Not only that, but there were jobs created to pave streets for cars. A lot of concepts were built from what the creation of cars allowed. The idea of restaurants, motels, hotels, conferences, movie theaters, apartment complexes, office complexes, and suburbs were all expanded after the creation of cars.

The number of jobs created by the second, third, and fourth order effects of the creation of cars was one hundred times the number that disappeared. Marc Andreessen argues that with the creation of new technology, the efficiency of that market goes up, liberating capital that can be invested in other areas.

Others that are more concerned about the lack of innovation than the economic effects of innovation. In a few presentations, Peter Thiel argued that he is far more worried about the lack of good technologies than the danger of evil in technology applications or their consequences.

Peter Thiel argues that there hasn’t been much innovation in past years. For example, he argues that the nuclear industry has been dead for decades, while other promises like cleantech just became toxic words for losing money badly.

If technology has had such an impact on society, then the price of goods would have gone down. But Peter argues that, for example, the price of commodities has not gone down as technology expanded.

In fact, there was a famous bet between two economists, Simon and Ehrlich,* in the 80s. Simon said that the price of commodities would go down in the next decade, while Ehrlich said that it would go up. Simon was right in the 80s, meaning that commodity prices went down in that decade.

But if you look at the next decades, from 1993 to 2003, and 2003 to 2013, commodity prices have gone up, which would show that technology has not had as significant an effect on the economy as some people have predicted.

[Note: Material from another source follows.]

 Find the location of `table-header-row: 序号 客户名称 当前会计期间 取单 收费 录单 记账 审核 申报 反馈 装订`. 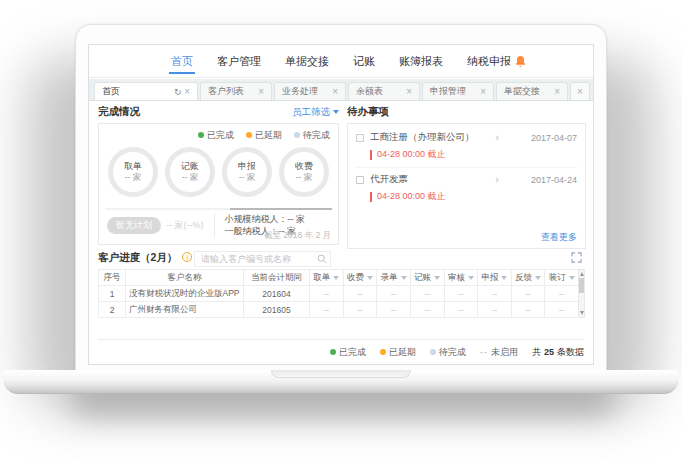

Peter Thiel stated that most innovation has happened only in the world of bits, and not the world of atoms, and that computers alone can’t do everything. He argued that people are free to do things in the world of bits, and not free to do stuff in the world of things.

But we might start to see the effects in the world of atoms. Battery prices have been falling for years, following Wright’s Law.** Batteries cost around $1,000/kWh in 2010 and have since fallen to around $100/kWh. Solar panel prices have followed the same curve. The cost to decode the human genome has fallen faster than Moore’s Law.* The world of atoms might be at the tipping point of disruption.

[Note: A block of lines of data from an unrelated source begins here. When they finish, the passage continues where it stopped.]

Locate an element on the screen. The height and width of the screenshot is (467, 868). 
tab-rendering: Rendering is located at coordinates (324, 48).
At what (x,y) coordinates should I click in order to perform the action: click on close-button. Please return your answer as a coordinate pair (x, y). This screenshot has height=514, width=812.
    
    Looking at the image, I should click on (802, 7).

Artificial General Intelligence

Detective Del Spooner: Human beings have dreams. Even dogs have dreams, but not you, you are just a machine. An imitation of life. Can a robot write a symphony? Can a robot turn a … canvas into a beautiful masterpiece?

Robot Sonny: Can you?

β€”I, Robot (2004)

Using the past as an indicator of the future, this final chapter addresses how artificial intelligence systems might evolve into artificial general intelligence. It explains the difference between knowing that versus knowing how. And given that the brain is a good indicator of how AI systems evolve, we know that for the animal kingdom there is a high correlation of intelligence to the number of pallial and cortical neurons. The same has been true for deep learning. The higher the number of neurons, the more performant a multilayer neural network is. While artificial neural networks still have a few orders of magnitude less neurons than the human brain, we are marching toward that milestone. Finally, we’ll talk about the Singularity, a point where artificial intelligence might be hard to control.